My friend and colleague Rick Hanson, PhD, who has an extraordinary ability to distill complex neuroscience down to understanding we can act on, has been kind enough to include a chapter of TNOC1 in their latest newsletter, The Wise Brain Bulletin.
For those of you not familiar with the bulletin, it is a free bi-monthly newsletter filled with ‘skillful means – from psychology, neurology, and contemplative practice – for personal well-being, relationships, work, and spiritual development.’
For those of you not familiar with Rick, he is a neuropsychologist and Senior Fellow at UC Berkeley’s Greater Good Science Center. After publishing a series of NYT best-selling books including Hardwiring Happiness, Rick has become really focused on the big picture of moving human and planetary flourishing at scale, to which end he has spearheaded the Global Compassion Coalition, which is taking bold swings at really moving the needle on scaling compassion around the world.
About The Neurobiology of Connection, Rick was kind enough to say,
and which I was smart enough to put on the cover of the paperback, which is coming out in the next few weeks.
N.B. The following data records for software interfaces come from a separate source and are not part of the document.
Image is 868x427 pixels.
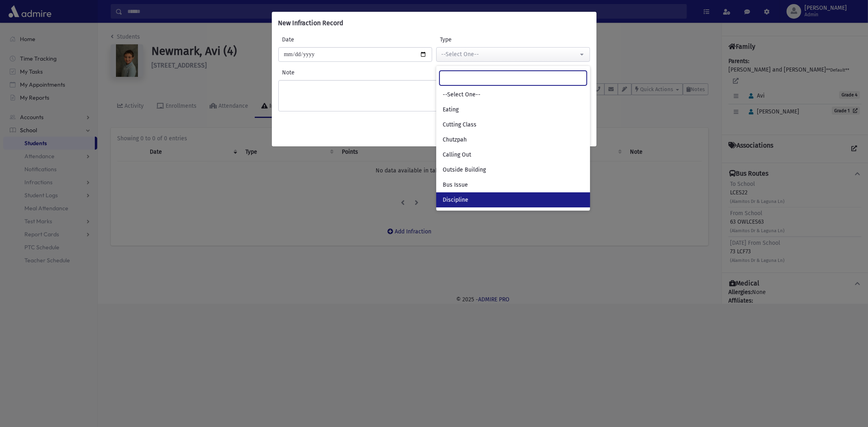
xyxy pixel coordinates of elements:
[436,47,590,62] button: --Select One--
[278,35,355,44] label: Date
[439,71,587,86] input: Search
[443,91,481,99] span: --Select One--
[443,136,467,144] span: Chutzpah
[436,35,513,44] label: Type
[442,50,578,59] div: --Select One--
[443,181,468,189] span: Bus Issue
[278,19,344,28] h6: New Infraction Record
[278,68,590,77] label: Note
[443,196,468,204] span: Discipline
[443,151,471,159] span: Calling Out
[443,106,458,114] span: Eating
[443,121,476,129] span: Cutting Class
[443,166,486,174] span: Outside Building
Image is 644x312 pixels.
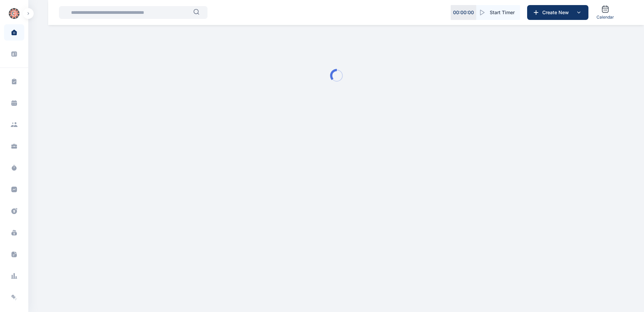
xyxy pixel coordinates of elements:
span: Create New [540,9,575,16]
span: Calendar [597,14,614,20]
span: Start Timer [490,9,515,16]
button: Create New [527,5,588,20]
a: Calendar [594,2,617,23]
p: 00 : 00 : 00 [453,9,474,16]
button: Start Timer [476,5,520,20]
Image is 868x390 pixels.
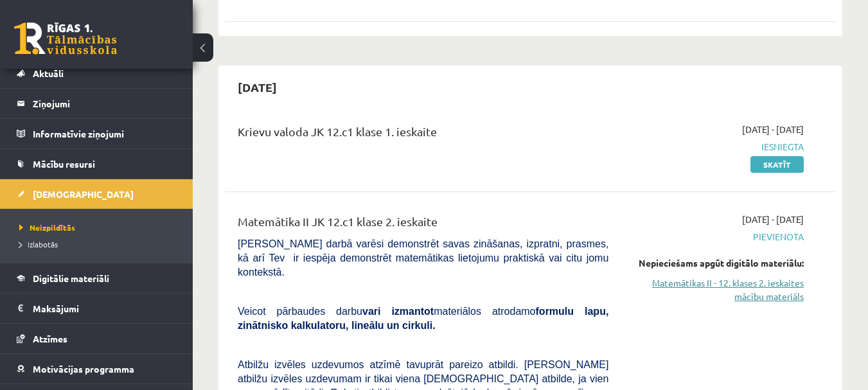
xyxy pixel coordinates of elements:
[17,263,177,293] a: Digitālie materiāli
[33,89,177,118] legend: Ziņojumi
[17,294,177,323] a: Maksājumi
[742,213,804,227] span: [DATE] - [DATE]
[238,238,608,277] span: [PERSON_NAME] darbā varēsi demonstrēt savas zināšanas, izpratni, prasmes, kā arī Tev ir iespēja d...
[33,158,95,170] span: Mācību resursi
[17,89,177,118] a: Ziņojumi
[19,221,180,233] a: Neizpildītās
[628,230,804,244] span: Pievienota
[750,156,804,173] a: Skatīt
[33,68,63,79] span: Aktuāli
[17,324,177,354] a: Atzīmes
[33,364,135,375] span: Motivācijas programma
[17,119,177,149] a: Informatīvie ziņojumi
[628,140,804,154] span: Iesniegta
[33,294,177,323] legend: Maksājumi
[17,180,177,209] a: [DEMOGRAPHIC_DATA]
[742,123,804,136] span: [DATE] - [DATE]
[33,188,134,200] span: [DEMOGRAPHIC_DATA]
[14,23,117,54] a: Rīgas 1. Tālmācības vidusskola
[238,123,608,146] div: Krievu valoda JK 12.c1 klase 1. ieskaite
[33,119,177,149] legend: Informatīvie ziņojumi
[238,306,608,331] span: Veicot pārbaudes darbu materiālos atrodamo
[17,149,177,179] a: Mācību resursi
[17,59,177,88] a: Aktuāli
[19,238,180,250] a: Izlabotās
[33,333,68,344] span: Atzīmes
[225,72,290,102] h2: [DATE]
[238,213,608,236] div: Matemātika II JK 12.c1 klase 2. ieskaite
[19,239,58,249] span: Izlabotās
[33,272,110,284] span: Digitālie materiāli
[363,306,434,317] b: vari izmantot
[238,306,608,331] b: formulu lapu, zinātnisko kalkulatoru, lineālu un cirkuli.
[628,277,804,303] a: Matemātikas II - 12. klases 2. ieskaites mācību materiāls
[17,354,177,384] a: Motivācijas programma
[628,257,804,270] div: Nepieciešams apgūt digitālo materiālu:
[19,222,75,233] span: Neizpildītās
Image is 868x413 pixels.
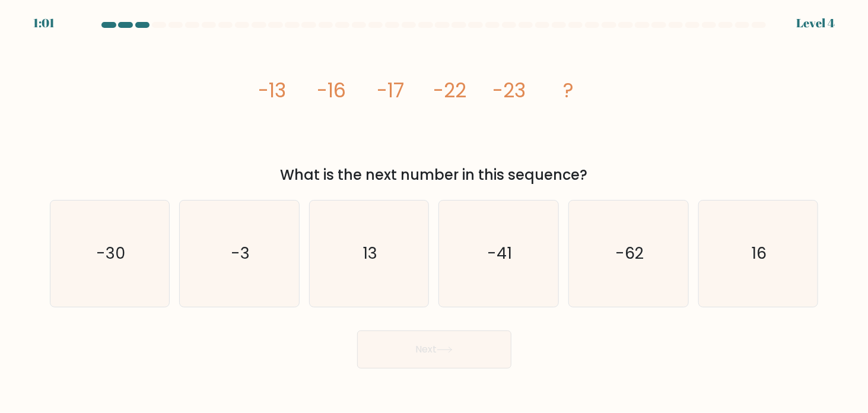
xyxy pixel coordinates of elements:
[96,242,125,264] text: -30
[615,242,644,264] text: -62
[316,76,346,104] tspan: -16
[377,76,404,104] tspan: -17
[563,76,574,104] tspan: ?
[488,242,512,264] text: -41
[357,331,511,368] button: Next
[433,76,467,104] tspan: -22
[752,242,767,264] text: 16
[796,14,834,32] div: Level 4
[493,76,526,104] tspan: -23
[57,164,812,185] div: What is the next number in this sequence?
[257,76,285,104] tspan: -13
[362,242,377,264] text: 13
[231,242,250,264] text: -3
[34,14,55,32] div: 1:01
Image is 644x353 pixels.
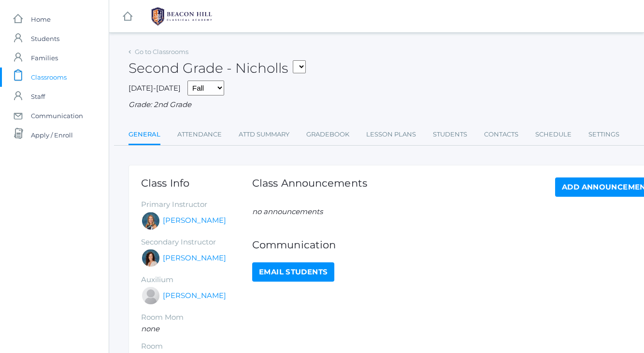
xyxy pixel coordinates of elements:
h5: Room Mom [141,314,252,322]
span: [DATE]-[DATE] [128,84,181,93]
a: Gradebook [306,125,349,144]
div: Sarah Armstrong [141,286,161,306]
a: Lesson Plans [366,125,416,144]
a: [PERSON_NAME] [162,291,226,301]
div: Courtney Nicholls [141,211,161,231]
h5: Secondary Instructor [141,238,252,247]
h5: Room [141,342,252,351]
a: [PERSON_NAME] [162,253,226,264]
a: Attd Summary [238,125,289,144]
img: BHCALogos-05-308ed15e86a5a0abce9b8dd61676a3503ac9727e845dece92d48e8588c001991.png [145,4,218,29]
span: Staff [31,86,45,106]
h2: Second Grade - Nicholls [128,61,306,76]
h1: Class Announcements [252,177,367,194]
a: Contacts [484,125,518,144]
h5: Primary Instructor [141,201,252,209]
span: Classrooms [31,68,67,86]
a: Schedule [535,125,572,144]
a: [PERSON_NAME] [162,216,226,226]
h1: Class Info [141,177,252,189]
a: Go to Classrooms [135,48,188,55]
h5: Auxilium [141,276,252,284]
span: Apply / Enroll [31,126,73,144]
span: Students [31,29,60,48]
a: Settings [589,125,619,144]
div: Cari Burke [141,249,161,268]
em: no announcements [252,207,323,217]
span: Families [31,48,58,68]
span: Home [31,10,51,29]
em: none [141,324,160,333]
a: Email Students [252,263,334,282]
span: Communication [31,106,83,126]
a: Students [433,125,467,144]
a: Attendance [178,125,222,144]
a: General [128,125,161,146]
As I explain in TNOC, cultivating an embodied sense of safety is the first crucial step toward greater wellbeing and inner peace. Yet there is a real question about whether or not this is even possible in a world filled with existential threats.
You can read my essay grappling with this, through a deep evolutionary lens, as well as 7 practical ways that you can do it (drawn from Chapters 15 & 16 of TNOC), in the latest edition of the Wise Brain Bulletin. Please share the link!